Buffalo Theatre Ensemble actor and director Kurt Naebig, who studied at The Juilliard School from 1986 to 1990, is a good example of how students should pay attention when getting an education.
“When I was at Juilliard and drama schools, all the stuff I learned I thought I would never use,” said Naebig, who is performing the one-person play, “Stove Toucher,” from Nov. 26-Dec. 19 in the Playhouse Theatre of the McAninch Arts Center at College of DuPage in Glen Ellyn. “I thought a lot of it was superfluous. Now these things come into play.
“Doing a solo show calls on everything I have learned as an actor,” said Naebig, who also wrote the play. “I use my voice. I use my body. And I am connecting directly with the audience.”
“Stove Toucher” is a funny coming-of-age story set in Cicero and Oak Park. It follows Naebig during the 1970s skateboard boom when he began competing in skateboard events around the Midwest and winning several of them. Naebig and a friend, 15-year-old Tim Schutt, opened their own skateboard shop, Wheels of Progress, in Oak Park. Naebig was 13 years old at the time.
“And then I did many things that I shouldn’t have done: drug addiction, drinking,” Naebig said. “I was in a treatment center at 16 years of age.”
“Stove Toucher” will be presented by the Buffalo Theatre Ensemble at 8 p.m. Thursdays, Fridays and Saturdays and at 3 p.m. Sundays from Nov. 26-Dec. 19 in the Playhouse Theatre of the McAninch Arts Center at College of DuPage in Glen Ellyn. “Stove Toucher” contains adult themes and language.
“The play is high energy,” said Naebig about the show that covers several time periods: the 1970s, the 2000s and current day. “I am playing every character, sometimes three or four people in the same scene. In one scene I portray me, my father, and Tim Schutt, my 15-year-old partner in the skateboard business, as we are trying to get a business license at Oak Park Village Hall.”
Naebig, who lives in Lombard, has worked professionally in theater, film, television and radio for more than 30 years, and has been teaching and coaching actors since 1992. In addition to graduating from Juilliard, Naebig also has studied at the Moscow School of the Arts in Russia.
Naebig is the former Artistic Director of The Theatre of Western Springs, and has worked as an actor at Steppenwolf Theatre and Chicago Shakespeare Theatre, among others.
He has appeared in such films as “The Express,” “The Relic” and “Dillinger,” and has been in seen in the television shows “Fargo,” “Empire,” “Chicago PD” and “Prison Break.”
For Buffalo Theatre Ensemble, Naebig has directed “The 39 Steps,” “Don’t Dress For Dinner,” “Trumbo: Red White and Blacklisted” and “Leading Ladies,” among others.
“Stove Toucher,” which opens Buffalo Theatre Ensemble’s 2021-22 season, is directed by Ensemble managing artistic director Connie Canaday Howard.
“BTE has always sought to ‘give stories life,’ ” Canaday Howard said. “For this season we are especially interested in presenting plays that provide heartwarming looks, sometimes touching and sometimes hysterical, at people on the brink of great change and ‘Stove Toucher’ fits this perfectly.”
Naebig is fine with someone other than himself directing his one-person show.
“Connie and I are like-minded,” he said. “She might say ‘Maybe this section could be faster’ or ‘That’s not the best idea.’ But she has dance background, so that helps with the movements in the show, like showing how to ride a wall in a skateboard park.”
Naebig said it took about eight months to put the show together. The playwright received some assistance from actress and storyteller Julie Ganey, a member of 2nd Story, a storytelling theater collective in Chicago. Ganey helped Naebig construct a show based on his memories.
“In the writing, the challenge was putting together multiple timelines and have it make sense,” Naebig said. “I did not want the play to be too linear.”
As for the play’s title, Naebig indicated his wife had a friend who said that people are sometimes drawn to sensory things that you shouldn’t do, like touching a hot stove.
“And that’s like skateboarding,” Naebig said. “You are always pushing the edge.”
Randall G. Mielke is a freelance reporter for the Naperville Sun.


**TASK PROMPT**: Apart from the images, output the data below exactly.

**** DATA LISTING

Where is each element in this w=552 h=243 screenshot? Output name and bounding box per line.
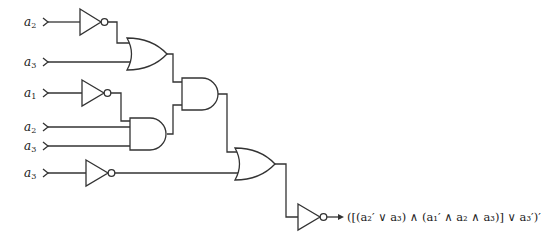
- input-label-a2-top: a2: [24, 15, 36, 30]
- input-label-a3-top: a3: [24, 55, 36, 70]
- svg-text:a2: a2: [24, 120, 36, 135]
- wires: [48, 22, 344, 220]
- input-label-a1: a1: [24, 86, 36, 101]
- logic-circuit-diagram: a2 a3 a1 a2 a3 a3: [0, 0, 552, 243]
- not-gate-2: [82, 80, 111, 106]
- svg-text:a3: a3: [24, 55, 36, 70]
- or-gate-2: [235, 148, 275, 180]
- svg-text:a1: a1: [24, 86, 36, 101]
- or-gate-1: [127, 38, 167, 70]
- svg-text:a3: a3: [24, 166, 36, 181]
- input-label-a2-mid: a2: [24, 120, 36, 135]
- not-gate-1: [80, 9, 108, 35]
- input-label-a3-bottom: a3: [24, 166, 36, 181]
- output-expression: ([(a₂′ ∨ a₃) ∧ (a₁′ ∧ a₂ ∧ a₃)] ∨ a₃′)′: [347, 210, 541, 224]
- and-gate-1: [182, 78, 218, 110]
- input-chevrons: [43, 18, 48, 177]
- not-gate-4: [298, 204, 327, 230]
- svg-text:a3: a3: [24, 139, 36, 154]
- output-arrow-icon: [338, 214, 344, 220]
- and-gate-2: [130, 118, 166, 150]
- input-label-a3-mid: a3: [24, 139, 36, 154]
- not-gate-3: [86, 160, 115, 186]
- svg-text:a2: a2: [24, 15, 36, 30]
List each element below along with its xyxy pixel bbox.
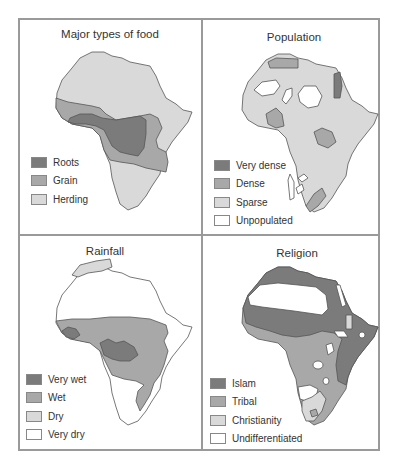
legend-item-christianity: Christianity — [210, 411, 302, 430]
legend-label: Undifferentiated — [232, 433, 302, 444]
legend-item-unpopulated: Unpopulated — [214, 212, 293, 231]
legend-label: Christianity — [232, 415, 281, 426]
wet-swatch — [26, 392, 42, 403]
legend-item-sparse: Sparse — [214, 193, 293, 212]
legend-item-tribal: Tribal — [210, 393, 302, 412]
religion-legend: Islam Tribal Christianity Undifferentiat… — [210, 374, 302, 448]
roots-swatch — [31, 157, 47, 168]
very-wet-swatch — [26, 374, 42, 385]
tribal-swatch — [210, 396, 226, 407]
legend-item-very-wet: Very wet — [26, 370, 86, 389]
food-title: Major types of food — [61, 28, 159, 40]
legend-label: Very dense — [236, 160, 286, 171]
very-dry-swatch — [26, 429, 42, 440]
legend-label: Herding — [53, 194, 88, 205]
legend-label: Very dry — [48, 429, 85, 440]
legend-label: Islam — [232, 378, 256, 389]
dense-swatch — [214, 178, 230, 189]
legend-item-dense: Dense — [214, 175, 293, 194]
food-legend: Roots Grain Herding — [31, 153, 88, 209]
population-title: Population — [267, 31, 321, 43]
legend-label: Dense — [236, 178, 265, 189]
religion-title: Religion — [276, 247, 318, 259]
undifferentiated-swatch — [210, 433, 226, 444]
legend-item-grain: Grain — [31, 172, 88, 191]
rainfall-legend: Very wet Wet Dry Very dry — [26, 370, 86, 444]
legend-item-roots: Roots — [31, 153, 88, 172]
legend-label: Dry — [48, 411, 64, 422]
population-legend: Very dense Dense Sparse Unpopulated — [214, 156, 293, 230]
islam-swatch — [210, 378, 226, 389]
legend-item-undifferentiated: Undifferentiated — [210, 430, 302, 449]
grain-swatch — [31, 175, 47, 186]
rainfall-title: Rainfall — [86, 245, 124, 257]
legend-label: Sparse — [236, 197, 268, 208]
legend-label: Tribal — [232, 396, 257, 407]
legend-label: Grain — [53, 175, 77, 186]
legend-item-very-dry: Very dry — [26, 426, 86, 445]
sparse-swatch — [214, 197, 230, 208]
very-dense-swatch — [214, 160, 230, 171]
herding-swatch — [31, 194, 47, 205]
legend-item-herding: Herding — [31, 190, 88, 209]
legend-label: Very wet — [48, 374, 86, 385]
legend-item-islam: Islam — [210, 374, 302, 393]
christianity-swatch — [210, 415, 226, 426]
dry-swatch — [26, 411, 42, 422]
legend-label: Roots — [53, 157, 79, 168]
legend-item-dry: Dry — [26, 407, 86, 426]
unpopulated-swatch — [214, 215, 230, 226]
legend-item-very-dense: Very dense — [214, 156, 293, 175]
legend-label: Unpopulated — [236, 215, 293, 226]
legend-label: Wet — [48, 392, 66, 403]
legend-item-wet: Wet — [26, 389, 86, 408]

********

**OUTPUT OF THE EXERCISE**:
Where is each element in this w=552 h=243 screenshot? Output name and bounding box per line.
- input-label-a2-top: a2: [24, 15, 36, 30]
- input-label-a3-top: a3: [24, 55, 36, 70]
- svg-text:a2: a2: [24, 120, 36, 135]
- wires: [48, 22, 344, 220]
- input-label-a1: a1: [24, 86, 36, 101]
- logic-circuit-diagram: a2 a3 a1 a2 a3 a3: [0, 0, 552, 243]
- not-gate-2: [82, 80, 111, 106]
- svg-text:a3: a3: [24, 55, 36, 70]
- or-gate-2: [235, 148, 275, 180]
- svg-text:a1: a1: [24, 86, 36, 101]
- or-gate-1: [127, 38, 167, 70]
- svg-text:a3: a3: [24, 166, 36, 181]
- input-label-a2-mid: a2: [24, 120, 36, 135]
- not-gate-1: [80, 9, 108, 35]
- input-label-a3-bottom: a3: [24, 166, 36, 181]
- output-expression: ([(a₂′ ∨ a₃) ∧ (a₁′ ∧ a₂ ∧ a₃)] ∨ a₃′)′: [347, 210, 541, 224]
- and-gate-1: [182, 78, 218, 110]
- input-chevrons: [43, 18, 48, 177]
- not-gate-4: [298, 204, 327, 230]
- svg-text:a3: a3: [24, 139, 36, 154]
- output-arrow-icon: [338, 214, 344, 220]
- and-gate-2: [130, 118, 166, 150]
- input-label-a3-mid: a3: [24, 139, 36, 154]
- not-gate-3: [86, 160, 115, 186]
- svg-text:a2: a2: [24, 15, 36, 30]
List each element below along with its xyxy pixel bbox.
legend-item-christianity: Christianity — [210, 411, 302, 430]
legend-label: Undifferentiated — [232, 433, 302, 444]
legend-item-unpopulated: Unpopulated — [214, 212, 293, 231]
legend-label: Christianity — [232, 415, 281, 426]
wet-swatch — [26, 392, 42, 403]
legend-item-sparse: Sparse — [214, 193, 293, 212]
legend-item-tribal: Tribal — [210, 393, 302, 412]
religion-legend: Islam Tribal Christianity Undifferentiat… — [210, 374, 302, 448]
roots-swatch — [31, 157, 47, 168]
very-wet-swatch — [26, 374, 42, 385]
tribal-swatch — [210, 396, 226, 407]
legend-item-very-wet: Very wet — [26, 370, 86, 389]
food-title: Major types of food — [61, 28, 159, 40]
legend-label: Very dense — [236, 160, 286, 171]
very-dry-swatch — [26, 429, 42, 440]
legend-label: Herding — [53, 194, 88, 205]
legend-label: Very dry — [48, 429, 85, 440]
legend-label: Islam — [232, 378, 256, 389]
dense-swatch — [214, 178, 230, 189]
legend-item-dense: Dense — [214, 175, 293, 194]
food-legend: Roots Grain Herding — [31, 153, 88, 209]
population-title: Population — [267, 31, 321, 43]
legend-label: Dense — [236, 178, 265, 189]
religion-title: Religion — [276, 247, 318, 259]
undifferentiated-swatch — [210, 433, 226, 444]
legend-item-grain: Grain — [31, 172, 88, 191]
rainfall-legend: Very wet Wet Dry Very dry — [26, 370, 86, 444]
legend-item-roots: Roots — [31, 153, 88, 172]
legend-label: Dry — [48, 411, 64, 422]
population-legend: Very dense Dense Sparse Unpopulated — [214, 156, 293, 230]
islam-swatch — [210, 378, 226, 389]
legend-item-undifferentiated: Undifferentiated — [210, 430, 302, 449]
grain-swatch — [31, 175, 47, 186]
rainfall-title: Rainfall — [86, 245, 124, 257]
legend-label: Sparse — [236, 197, 268, 208]
legend-label: Tribal — [232, 396, 257, 407]
legend-label: Grain — [53, 175, 77, 186]
legend-item-very-dry: Very dry — [26, 426, 86, 445]
sparse-swatch — [214, 197, 230, 208]
very-dense-swatch — [214, 160, 230, 171]
herding-swatch — [31, 194, 47, 205]
legend-item-herding: Herding — [31, 190, 88, 209]
legend-label: Very wet — [48, 374, 86, 385]
legend-item-islam: Islam — [210, 374, 302, 393]
christianity-swatch — [210, 415, 226, 426]
dry-swatch — [26, 411, 42, 422]
legend-label: Roots — [53, 157, 79, 168]
legend-item-dry: Dry — [26, 407, 86, 426]
unpopulated-swatch — [214, 215, 230, 226]
legend-item-very-dense: Very dense — [214, 156, 293, 175]
legend-label: Unpopulated — [236, 215, 293, 226]
legend-label: Wet — [48, 392, 66, 403]
legend-item-wet: Wet — [26, 389, 86, 408]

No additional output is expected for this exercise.